[1] It was produced by Jeremy Isaacs,[2] narrated by Laurence Olivier and included music composed by Carl Davis.
[3] The book, The World at War, published the same year, was written by Mark Arnold-Forster to accompany the TV series.
The series featured interviews with major members of the Allied and Axis campaigns, including witness accounts from civilians, enlisted men, officers and politicians.
The interviewees included Sir Max Aitken, Joseph Lawton Collins, Mark Clark, Jock Colville, Karl Dönitz, James "Jimmy" Doolittle, Lawrence Durrell, Lord Eden of Avon, Mitsuo Fuchida, Adolf Galland, Minoru Genda, W. Averell Harriman, Sir Arthur Harris, Alger Hiss, Brian Horrocks, Traudl Junge, Toshikazu Kase, Curtis LeMay, Vera Lynn, Hasso von Manteuffel, Bill Mauldin, John J. McCloy, Lord Mountbatten of Burma, Sir Richard O'Connor, J.
B. Priestley, Saburo Sakai, Albert Speer, James Stewart, Charles Sweeney, Paul Tibbets, Walter Warlimont, Takeo Yoshikawa and historian Stephen Ambrose.
In the programme The Making of "The World at War", included in the DVD set, Isaacs explains that priority was given to interviews with surviving aides and assistants rather than recognised figures.
[7] Isaacs later expressed satisfaction with the series's content, noting that if it had not been secret, he would have added references to British codebreaking at Bletchley Park.
The same event is referenced again at the end of Episode twenty-six, accompanied by the "Dona nobis pacem" (Latin for "Grant us peace") from the Missa Sancti Nicolai, composed by Joseph Haydn.
[9] WOR in New York aired the series in the mid-1970s, although episodes were edited both for graphic content and to include sufficient commercial breaks.
On its original television broadcast in the UK the twentieth episode "Genocide (1941-1945)", which dealt with Nazi concentration camps and the Holocaust, was shown uninterrupted without a commercial break due to the sensitive nature of its content .
[citation needed] So extensive was the amount of footage both shot and meticulously collected by Isaacs and his team that much went unused in the original 26-episode series.
[15] The programme's producers shot hundreds of hours of interviews, but only a fraction of that recorded material was used for the final version of the series.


_DIRECTIONS FOR THIS TASK_
Check each line of the listing for the string "arrowhead". Copy those where it appears.

====

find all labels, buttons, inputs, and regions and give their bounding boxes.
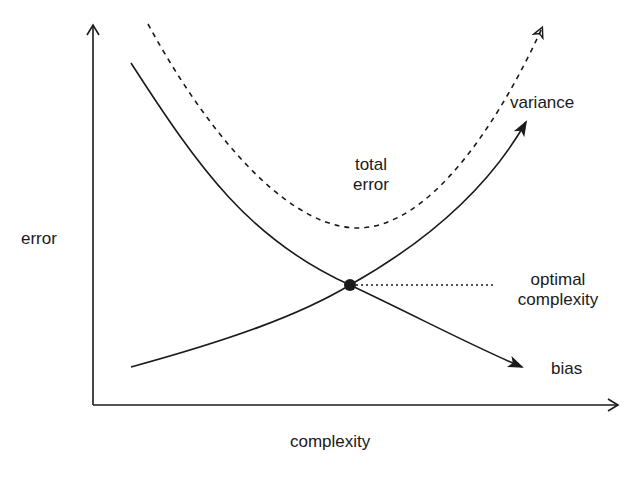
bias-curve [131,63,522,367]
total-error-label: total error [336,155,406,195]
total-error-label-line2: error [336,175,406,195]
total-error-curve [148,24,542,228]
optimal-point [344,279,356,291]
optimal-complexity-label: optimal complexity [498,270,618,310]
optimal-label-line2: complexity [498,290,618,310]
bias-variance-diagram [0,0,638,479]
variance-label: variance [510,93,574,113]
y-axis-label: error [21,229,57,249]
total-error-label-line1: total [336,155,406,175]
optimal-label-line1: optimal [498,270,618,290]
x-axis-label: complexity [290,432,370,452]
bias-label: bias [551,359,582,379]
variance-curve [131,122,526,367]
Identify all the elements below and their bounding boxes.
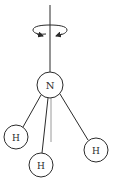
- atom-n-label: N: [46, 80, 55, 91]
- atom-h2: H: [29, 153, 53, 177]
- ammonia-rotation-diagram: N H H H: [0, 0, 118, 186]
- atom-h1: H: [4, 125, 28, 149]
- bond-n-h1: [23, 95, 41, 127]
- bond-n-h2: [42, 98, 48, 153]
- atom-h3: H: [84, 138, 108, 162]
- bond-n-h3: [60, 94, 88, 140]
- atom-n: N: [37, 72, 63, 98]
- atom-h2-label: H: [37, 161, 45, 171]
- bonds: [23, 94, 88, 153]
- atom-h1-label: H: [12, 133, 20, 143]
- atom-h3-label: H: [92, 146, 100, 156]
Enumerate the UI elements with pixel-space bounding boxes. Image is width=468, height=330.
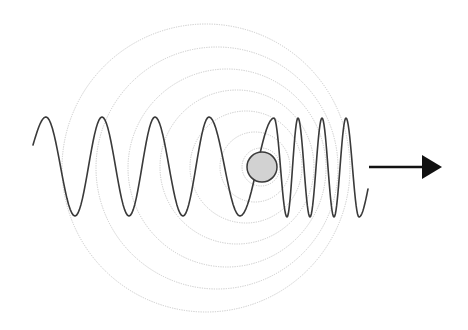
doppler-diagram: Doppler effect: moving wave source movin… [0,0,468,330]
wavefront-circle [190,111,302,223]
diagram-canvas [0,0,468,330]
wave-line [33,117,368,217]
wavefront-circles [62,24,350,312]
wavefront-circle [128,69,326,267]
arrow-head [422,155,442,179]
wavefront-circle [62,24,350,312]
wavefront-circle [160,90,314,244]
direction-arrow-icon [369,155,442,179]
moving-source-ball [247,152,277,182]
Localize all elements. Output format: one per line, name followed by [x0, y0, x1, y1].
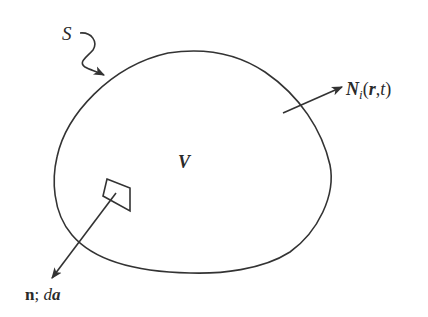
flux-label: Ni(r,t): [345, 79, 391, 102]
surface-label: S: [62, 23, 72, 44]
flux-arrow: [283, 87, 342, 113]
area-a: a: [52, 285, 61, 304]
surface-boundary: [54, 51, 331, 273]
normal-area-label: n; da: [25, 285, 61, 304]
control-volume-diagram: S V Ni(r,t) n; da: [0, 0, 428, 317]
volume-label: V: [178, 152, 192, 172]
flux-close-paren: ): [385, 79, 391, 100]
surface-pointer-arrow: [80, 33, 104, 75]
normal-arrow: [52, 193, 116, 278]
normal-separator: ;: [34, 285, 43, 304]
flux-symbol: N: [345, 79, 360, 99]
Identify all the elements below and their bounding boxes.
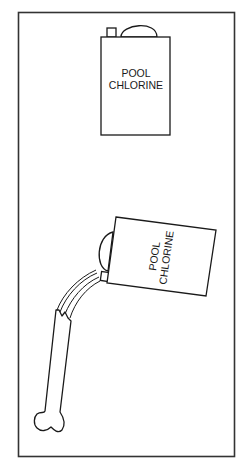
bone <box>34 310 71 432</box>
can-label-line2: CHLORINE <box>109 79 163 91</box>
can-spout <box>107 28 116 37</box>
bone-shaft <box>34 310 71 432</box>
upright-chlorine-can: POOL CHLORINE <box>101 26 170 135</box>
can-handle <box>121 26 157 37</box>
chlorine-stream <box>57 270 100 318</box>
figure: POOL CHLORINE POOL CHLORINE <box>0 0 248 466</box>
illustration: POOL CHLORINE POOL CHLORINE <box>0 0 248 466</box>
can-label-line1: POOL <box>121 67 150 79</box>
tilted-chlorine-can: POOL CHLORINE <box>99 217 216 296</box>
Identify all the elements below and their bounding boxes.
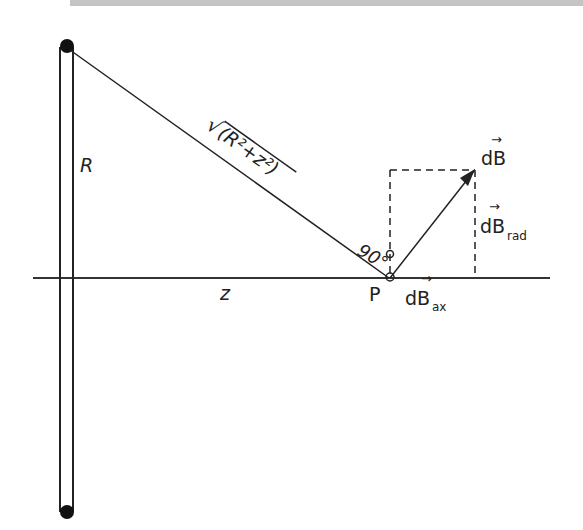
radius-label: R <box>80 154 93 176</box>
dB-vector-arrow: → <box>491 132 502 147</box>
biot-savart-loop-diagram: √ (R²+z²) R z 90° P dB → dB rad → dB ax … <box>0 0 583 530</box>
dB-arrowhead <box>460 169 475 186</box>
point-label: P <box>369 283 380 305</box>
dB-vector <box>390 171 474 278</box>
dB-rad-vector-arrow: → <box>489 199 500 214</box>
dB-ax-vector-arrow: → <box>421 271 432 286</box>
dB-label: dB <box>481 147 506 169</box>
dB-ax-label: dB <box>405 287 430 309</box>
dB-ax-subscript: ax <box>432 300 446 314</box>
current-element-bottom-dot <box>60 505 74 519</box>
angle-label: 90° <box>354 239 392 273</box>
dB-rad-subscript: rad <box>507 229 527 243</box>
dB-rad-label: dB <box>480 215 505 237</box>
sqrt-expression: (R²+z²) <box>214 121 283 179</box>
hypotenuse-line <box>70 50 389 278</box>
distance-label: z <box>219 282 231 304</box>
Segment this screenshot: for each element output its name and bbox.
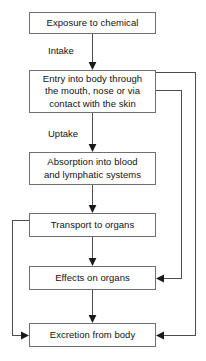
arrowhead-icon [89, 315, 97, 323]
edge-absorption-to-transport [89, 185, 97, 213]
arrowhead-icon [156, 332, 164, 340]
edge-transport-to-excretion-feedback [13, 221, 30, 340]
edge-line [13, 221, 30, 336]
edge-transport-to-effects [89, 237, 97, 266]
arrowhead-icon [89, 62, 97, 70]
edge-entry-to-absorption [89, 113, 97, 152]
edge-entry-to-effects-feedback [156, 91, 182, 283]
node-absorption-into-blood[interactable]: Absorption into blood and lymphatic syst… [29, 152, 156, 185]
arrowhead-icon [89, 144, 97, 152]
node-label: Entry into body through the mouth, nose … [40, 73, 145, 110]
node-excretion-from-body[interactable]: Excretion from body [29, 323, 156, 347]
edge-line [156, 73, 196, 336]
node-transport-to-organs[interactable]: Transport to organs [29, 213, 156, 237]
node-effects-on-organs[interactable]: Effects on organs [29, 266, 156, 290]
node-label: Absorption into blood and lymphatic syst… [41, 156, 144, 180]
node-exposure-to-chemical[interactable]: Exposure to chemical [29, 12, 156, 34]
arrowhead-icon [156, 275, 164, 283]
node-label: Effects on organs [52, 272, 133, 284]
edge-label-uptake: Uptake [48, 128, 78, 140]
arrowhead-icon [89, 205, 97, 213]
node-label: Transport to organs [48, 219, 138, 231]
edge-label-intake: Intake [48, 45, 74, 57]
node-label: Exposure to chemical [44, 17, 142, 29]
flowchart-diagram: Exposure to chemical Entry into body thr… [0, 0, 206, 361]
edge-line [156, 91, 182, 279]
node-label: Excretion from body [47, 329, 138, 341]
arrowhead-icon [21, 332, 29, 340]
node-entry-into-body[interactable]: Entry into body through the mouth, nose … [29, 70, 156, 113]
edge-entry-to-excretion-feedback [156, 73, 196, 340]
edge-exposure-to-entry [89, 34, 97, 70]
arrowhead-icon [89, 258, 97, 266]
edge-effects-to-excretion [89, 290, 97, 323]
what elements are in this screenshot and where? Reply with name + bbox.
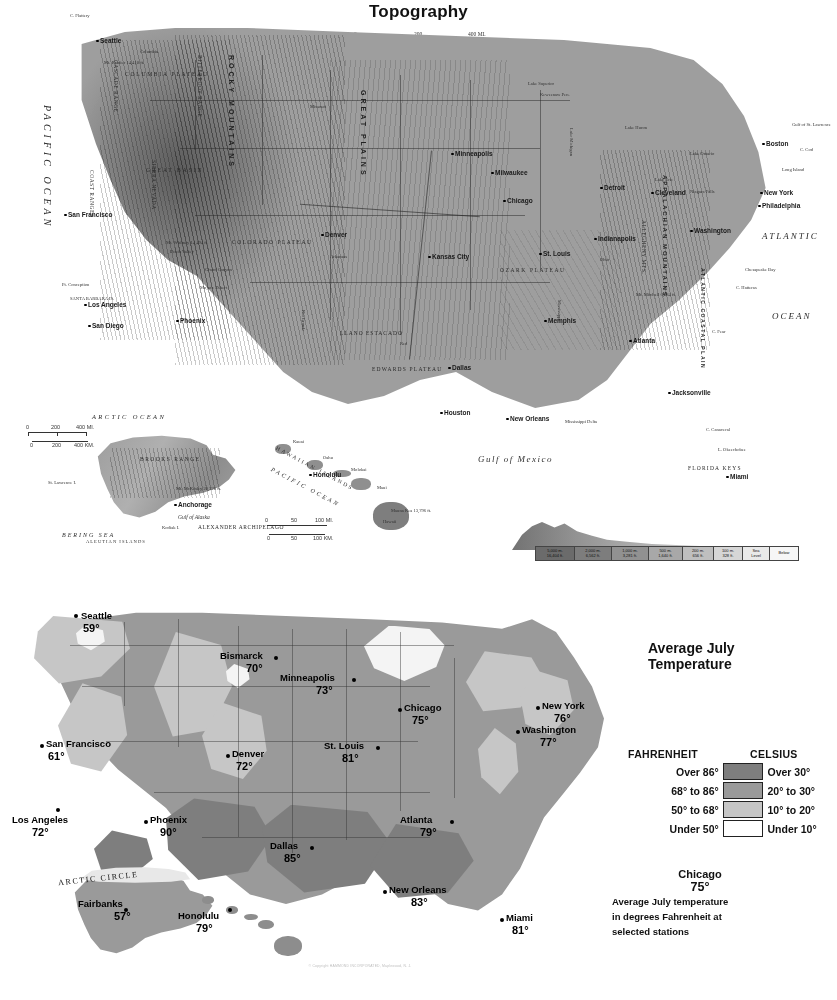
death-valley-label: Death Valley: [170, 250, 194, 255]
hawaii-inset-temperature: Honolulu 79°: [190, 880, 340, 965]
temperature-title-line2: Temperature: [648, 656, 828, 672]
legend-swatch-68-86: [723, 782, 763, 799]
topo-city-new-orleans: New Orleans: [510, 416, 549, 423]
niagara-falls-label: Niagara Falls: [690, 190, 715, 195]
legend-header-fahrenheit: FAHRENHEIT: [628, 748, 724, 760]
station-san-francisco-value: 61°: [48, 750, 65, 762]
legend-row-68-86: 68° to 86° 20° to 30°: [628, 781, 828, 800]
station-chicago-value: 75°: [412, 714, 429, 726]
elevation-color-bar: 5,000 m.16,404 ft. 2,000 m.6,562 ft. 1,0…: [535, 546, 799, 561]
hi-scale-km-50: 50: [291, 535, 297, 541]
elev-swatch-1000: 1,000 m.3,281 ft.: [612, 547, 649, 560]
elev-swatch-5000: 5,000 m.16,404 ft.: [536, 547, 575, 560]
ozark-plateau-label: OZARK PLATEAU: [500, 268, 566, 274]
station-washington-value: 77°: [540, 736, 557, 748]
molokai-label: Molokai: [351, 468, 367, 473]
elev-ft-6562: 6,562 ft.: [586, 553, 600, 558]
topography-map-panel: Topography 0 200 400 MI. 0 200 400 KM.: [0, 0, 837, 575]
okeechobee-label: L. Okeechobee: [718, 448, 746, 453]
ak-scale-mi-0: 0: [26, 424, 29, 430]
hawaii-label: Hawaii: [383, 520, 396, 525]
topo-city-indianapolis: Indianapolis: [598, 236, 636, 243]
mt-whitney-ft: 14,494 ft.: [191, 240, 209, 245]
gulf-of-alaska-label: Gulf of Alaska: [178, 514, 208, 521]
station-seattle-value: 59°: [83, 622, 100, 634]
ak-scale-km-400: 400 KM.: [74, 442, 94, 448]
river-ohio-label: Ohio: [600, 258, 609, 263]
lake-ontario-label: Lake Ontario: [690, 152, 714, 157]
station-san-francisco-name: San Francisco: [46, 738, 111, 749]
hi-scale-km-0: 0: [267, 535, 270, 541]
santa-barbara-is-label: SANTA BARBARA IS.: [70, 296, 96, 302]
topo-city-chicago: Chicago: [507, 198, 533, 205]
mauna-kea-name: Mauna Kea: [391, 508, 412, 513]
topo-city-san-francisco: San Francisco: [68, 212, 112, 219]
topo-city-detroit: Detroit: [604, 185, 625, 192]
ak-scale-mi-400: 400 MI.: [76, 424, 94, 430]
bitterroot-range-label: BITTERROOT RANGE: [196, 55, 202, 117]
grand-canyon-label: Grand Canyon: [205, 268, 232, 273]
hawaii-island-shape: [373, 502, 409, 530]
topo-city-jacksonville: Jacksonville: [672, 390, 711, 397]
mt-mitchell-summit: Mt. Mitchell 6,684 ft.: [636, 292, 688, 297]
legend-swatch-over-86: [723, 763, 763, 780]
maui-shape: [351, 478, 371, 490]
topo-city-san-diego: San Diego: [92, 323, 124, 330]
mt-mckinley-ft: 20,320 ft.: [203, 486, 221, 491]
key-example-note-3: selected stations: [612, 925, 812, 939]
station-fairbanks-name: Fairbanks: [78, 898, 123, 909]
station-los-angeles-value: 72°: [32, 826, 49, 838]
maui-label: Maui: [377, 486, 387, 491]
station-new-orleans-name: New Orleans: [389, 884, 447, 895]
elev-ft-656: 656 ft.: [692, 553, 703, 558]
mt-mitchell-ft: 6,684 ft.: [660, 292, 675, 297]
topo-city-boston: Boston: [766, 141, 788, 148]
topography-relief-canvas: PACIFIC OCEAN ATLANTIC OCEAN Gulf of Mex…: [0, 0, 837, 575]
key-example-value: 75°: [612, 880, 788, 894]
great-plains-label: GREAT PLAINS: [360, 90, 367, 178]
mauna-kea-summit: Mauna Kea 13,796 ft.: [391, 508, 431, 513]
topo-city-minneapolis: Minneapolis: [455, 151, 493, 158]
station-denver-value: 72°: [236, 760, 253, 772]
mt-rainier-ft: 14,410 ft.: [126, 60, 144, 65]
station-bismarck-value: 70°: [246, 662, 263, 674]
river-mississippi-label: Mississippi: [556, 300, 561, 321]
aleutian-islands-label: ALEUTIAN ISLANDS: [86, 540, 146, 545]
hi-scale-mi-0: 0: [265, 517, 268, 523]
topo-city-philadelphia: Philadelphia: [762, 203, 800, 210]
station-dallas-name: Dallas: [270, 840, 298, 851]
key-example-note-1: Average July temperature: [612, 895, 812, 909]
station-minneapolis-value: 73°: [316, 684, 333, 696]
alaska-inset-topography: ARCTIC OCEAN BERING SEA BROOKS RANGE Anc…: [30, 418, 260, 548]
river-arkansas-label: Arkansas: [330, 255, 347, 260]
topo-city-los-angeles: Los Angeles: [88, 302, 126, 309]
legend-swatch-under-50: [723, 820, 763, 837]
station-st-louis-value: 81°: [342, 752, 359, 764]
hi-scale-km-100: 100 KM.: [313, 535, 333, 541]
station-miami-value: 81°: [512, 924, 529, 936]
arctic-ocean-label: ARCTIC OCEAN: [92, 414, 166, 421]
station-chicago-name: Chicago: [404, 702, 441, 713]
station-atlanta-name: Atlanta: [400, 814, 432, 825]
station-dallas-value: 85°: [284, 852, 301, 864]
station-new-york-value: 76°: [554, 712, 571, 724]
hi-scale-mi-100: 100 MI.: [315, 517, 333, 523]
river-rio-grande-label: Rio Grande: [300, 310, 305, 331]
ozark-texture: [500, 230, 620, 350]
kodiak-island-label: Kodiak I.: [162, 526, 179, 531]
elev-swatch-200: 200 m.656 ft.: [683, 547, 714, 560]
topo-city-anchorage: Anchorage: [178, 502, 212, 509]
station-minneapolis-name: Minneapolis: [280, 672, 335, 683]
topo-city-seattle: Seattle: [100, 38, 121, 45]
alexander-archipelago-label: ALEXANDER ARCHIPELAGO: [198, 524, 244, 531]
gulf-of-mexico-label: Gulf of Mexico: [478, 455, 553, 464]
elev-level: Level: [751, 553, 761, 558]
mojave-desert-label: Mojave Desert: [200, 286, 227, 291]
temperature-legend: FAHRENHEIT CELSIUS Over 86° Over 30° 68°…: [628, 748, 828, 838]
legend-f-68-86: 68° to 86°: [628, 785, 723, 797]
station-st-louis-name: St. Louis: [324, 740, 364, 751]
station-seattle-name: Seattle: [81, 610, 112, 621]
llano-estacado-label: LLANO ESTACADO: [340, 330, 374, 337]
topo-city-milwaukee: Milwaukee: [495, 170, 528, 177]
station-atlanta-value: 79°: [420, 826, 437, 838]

====

_SOLUTION_
dB-arrowhead <box>460 169 475 186</box>
arrowhead-icon [89, 315, 97, 323]
arrowhead-icon [156, 332, 164, 340]
arrowhead-icon [89, 62, 97, 70]
arrowhead-icon [89, 144, 97, 152]
arrowhead-icon [156, 275, 164, 283]
arrowhead-icon [89, 205, 97, 213]
arrowhead-icon [21, 332, 29, 340]
arrowhead-icon [89, 258, 97, 266]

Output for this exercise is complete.